Wednesday, June 25, 2008

Why Assess with Portfolios?

Why does portfolio grading work? How can it be practiced most effectively, producing the best outcomes for students? I’ve been committed to portfolio grading for many years, deferring all grading till I receive a portfolio—at midterm and again at the end of the semester. Now I am questioning elements of my practice because of generational changes. Today’s students are used to frequent evaluation. How can I reconcile their need to know how they’re doing with the pedagogical benefits I see in deferred grading?

As I have practiced portfolio grading, the portfolio receives a single grade that is an overall assessment of quality + effort. Before grading the portfolio, I have offered plenty of feedback on individual papers, and I’ve implemented self-assessment and peer assessment, along with lots of instruction in what makes writing good.

The rationale for this combination of instruction, peer and instructor feedback, and self-assessment is my belief that students who understand what makes writing good and who participate in assessing their own writing will not get any surprises when they receive the portfolio grade, that they will have realistic expectations of what the grade will be when they hand in the portfolio. They know what is expected of them as writers and they know how well they have achieved the level of expectation. Usually, they know whether they have invested sufficient effort to receive a high grade, and they know how their writing quality compares to the quality of their peers’ writing.

One of the major justifications of this approach is that it keeps students working on their writing right up to the point when the assessment instrument, the portfolio, is turned over for the grade: good students kept working on their writing to make it better, poor students kept working because they were not discouraged by low grades on early efforts, and most students felt less pressure because they had the whole semester to produce that final body of work.

My standards have been reasonably high—that is, simultaneously high and attainable, especially with the revising in response to my copious feedback on individual papers. My goal in giving lots of feedback and requiring lots of revising was to get students to internalize the revising voice—which at first was mine, and later would become part of their own writing knowledge. I was pleased a decade ago when a student told me, “All the time I was drafting, I kept hearing your voice saying, ‘More evidence, more evidence,’ and I put it in.” The student who hears that voice can look at other papers he’s written, as he’s preparing his final portfolio and can see the places where he might put more evidence into them—so that the effort he makes in putting together his final portfolio will result in his receiving a higher grade than he would have received as an average of grades given on each paper as submitted throughout the semester. Perhaps the most important lessons for students from portfolio grading are that writing is never really finished—we just meet deadlines with the best work we can assemble at that point—and that the overall quality of our education in any area may be better represented by the presentation of our best work than by a statistical average of the work turned in at various points during it—because we can slog away at a task over time and then have an epiphany that transforms our insight.

I have long believed that many students reached significant insight and improvement about 2/3 to 3/4 of the way through the semester, when the repetition of specific messages in the feedback they received reached a sort of critical mass, enabling them to significantly revise papers for the final portfolio—rather than insight’s coming in regular increments with each paper they wrote.

My dilemma now, in light of the way our students come to us now, expecting frequent evaluation and reassurance is: How can I preserve the advantages of my past practices with portfolios while providing students with the ongoing assessment they need in order to recognize that they are learning something and making progress in my class? This is especially challenging when I teach so many first-semester college students, who come to my classes with high school standards and expectations and little experience in taking charge of their education.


ACTIVITY
Repeat the listing exactly. Do not carry over any pictures.

SOURCE DATA
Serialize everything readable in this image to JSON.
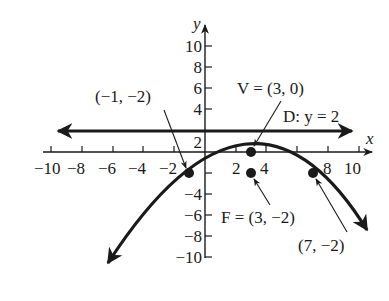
{
  "diagram": {
    "type": "parabola-graph",
    "equation_note": "Parabola opening downward with vertex V, focus F, directrix D",
    "axes": {
      "x_label": "x",
      "y_label": "y",
      "x_ticks": [
        "−10",
        "−8",
        "−6",
        "−4",
        "−2",
        "2",
        "4",
        "8",
        "10"
      ],
      "y_ticks": [
        "10",
        "8",
        "6",
        "4",
        "2",
        "−4",
        "−6",
        "−8",
        "−10"
      ],
      "x_range": [
        -10,
        10
      ],
      "y_range": [
        -10,
        10
      ]
    },
    "labels": {
      "vertex": "V = (3, 0)",
      "vertex_point": [
        3,
        0
      ],
      "directrix": "D: y = 2",
      "directrix_value": 2,
      "focus": "F = (3, −2)",
      "focus_point": [
        3,
        -2
      ],
      "left_point": "(−1, −2)",
      "left_point_xy": [
        -1,
        -2
      ],
      "right_point": "(7, −2)",
      "right_point_xy": [
        7,
        -2
      ]
    },
    "colors": {
      "ink": "#1a1a1a",
      "background": "#ffffff"
    }
  }
}
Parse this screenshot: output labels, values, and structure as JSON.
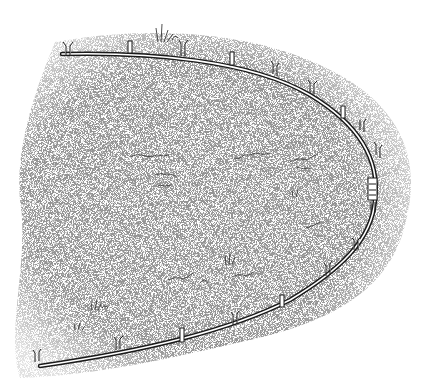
{
  "illustration": {
    "subject": "pen-and-ink drawing of a curved hose laid in a U shape on stippled ground, staked down with small pegs",
    "colors": {
      "background": "#ffffff",
      "ink": "#1a1a1a",
      "stipple": "#555555"
    },
    "hose": {
      "path": "M62,54 C150,52 250,60 310,95 C360,125 380,160 375,200 C372,240 340,270 290,300 C230,330 150,350 40,365",
      "stakes": [
        [
          68,
          48
        ],
        [
          130,
          44
        ],
        [
          183,
          48
        ],
        [
          232,
          56
        ],
        [
          275,
          68
        ],
        [
          313,
          88
        ],
        [
          343,
          118
        ],
        [
          362,
          145
        ],
        [
          375,
          178
        ],
        [
          372,
          210
        ],
        [
          355,
          245
        ],
        [
          320,
          268
        ],
        [
          282,
          297
        ],
        [
          235,
          320
        ],
        [
          180,
          332
        ],
        [
          118,
          340
        ],
        [
          38,
          353
        ]
      ]
    },
    "grass_tufts": [
      [
        160,
        28
      ],
      [
        225,
        262
      ],
      [
        95,
        305
      ],
      [
        80,
        325
      ],
      [
        295,
        193
      ]
    ],
    "rocks": [
      [
        140,
        155
      ],
      [
        165,
        180
      ],
      [
        245,
        158
      ],
      [
        300,
        160
      ],
      [
        320,
        148
      ],
      [
        210,
        272
      ],
      [
        245,
        280
      ],
      [
        170,
        272
      ]
    ]
  }
}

YOUR SOLUTION
Serialize everything readable in this image to JSON.
{
  "diagram": {
    "type": "parabola-graph",
    "equation_note": "Parabola opening downward with vertex V, focus F, directrix D",
    "axes": {
      "x_label": "x",
      "y_label": "y",
      "x_ticks": [
        "−10",
        "−8",
        "−6",
        "−4",
        "−2",
        "2",
        "4",
        "8",
        "10"
      ],
      "y_ticks": [
        "10",
        "8",
        "6",
        "4",
        "2",
        "−4",
        "−6",
        "−8",
        "−10"
      ],
      "x_range": [
        -10,
        10
      ],
      "y_range": [
        -10,
        10
      ]
    },
    "labels": {
      "vertex": "V = (3, 0)",
      "vertex_point": [
        3,
        0
      ],
      "directrix": "D: y = 2",
      "directrix_value": 2,
      "focus": "F = (3, −2)",
      "focus_point": [
        3,
        -2
      ],
      "left_point": "(−1, −2)",
      "left_point_xy": [
        -1,
        -2
      ],
      "right_point": "(7, −2)",
      "right_point_xy": [
        7,
        -2
      ]
    },
    "colors": {
      "ink": "#1a1a1a",
      "background": "#ffffff"
    }
  }
}
Parse this screenshot: output labels, values, and structure as JSON.
{
  "illustration": {
    "subject": "pen-and-ink drawing of a curved hose laid in a U shape on stippled ground, staked down with small pegs",
    "colors": {
      "background": "#ffffff",
      "ink": "#1a1a1a",
      "stipple": "#555555"
    },
    "hose": {
      "path": "M62,54 C150,52 250,60 310,95 C360,125 380,160 375,200 C372,240 340,270 290,300 C230,330 150,350 40,365",
      "stakes": [
        [
          68,
          48
        ],
        [
          130,
          44
        ],
        [
          183,
          48
        ],
        [
          232,
          56
        ],
        [
          275,
          68
        ],
        [
          313,
          88
        ],
        [
          343,
          118
        ],
        [
          362,
          145
        ],
        [
          375,
          178
        ],
        [
          372,
          210
        ],
        [
          355,
          245
        ],
        [
          320,
          268
        ],
        [
          282,
          297
        ],
        [
          235,
          320
        ],
        [
          180,
          332
        ],
        [
          118,
          340
        ],
        [
          38,
          353
        ]
      ]
    },
    "grass_tufts": [
      [
        160,
        28
      ],
      [
        225,
        262
      ],
      [
        95,
        305
      ],
      [
        80,
        325
      ],
      [
        295,
        193
      ]
    ],
    "rocks": [
      [
        140,
        155
      ],
      [
        165,
        180
      ],
      [
        245,
        158
      ],
      [
        300,
        160
      ],
      [
        320,
        148
      ],
      [
        210,
        272
      ],
      [
        245,
        280
      ],
      [
        170,
        272
      ]
    ]
  }
}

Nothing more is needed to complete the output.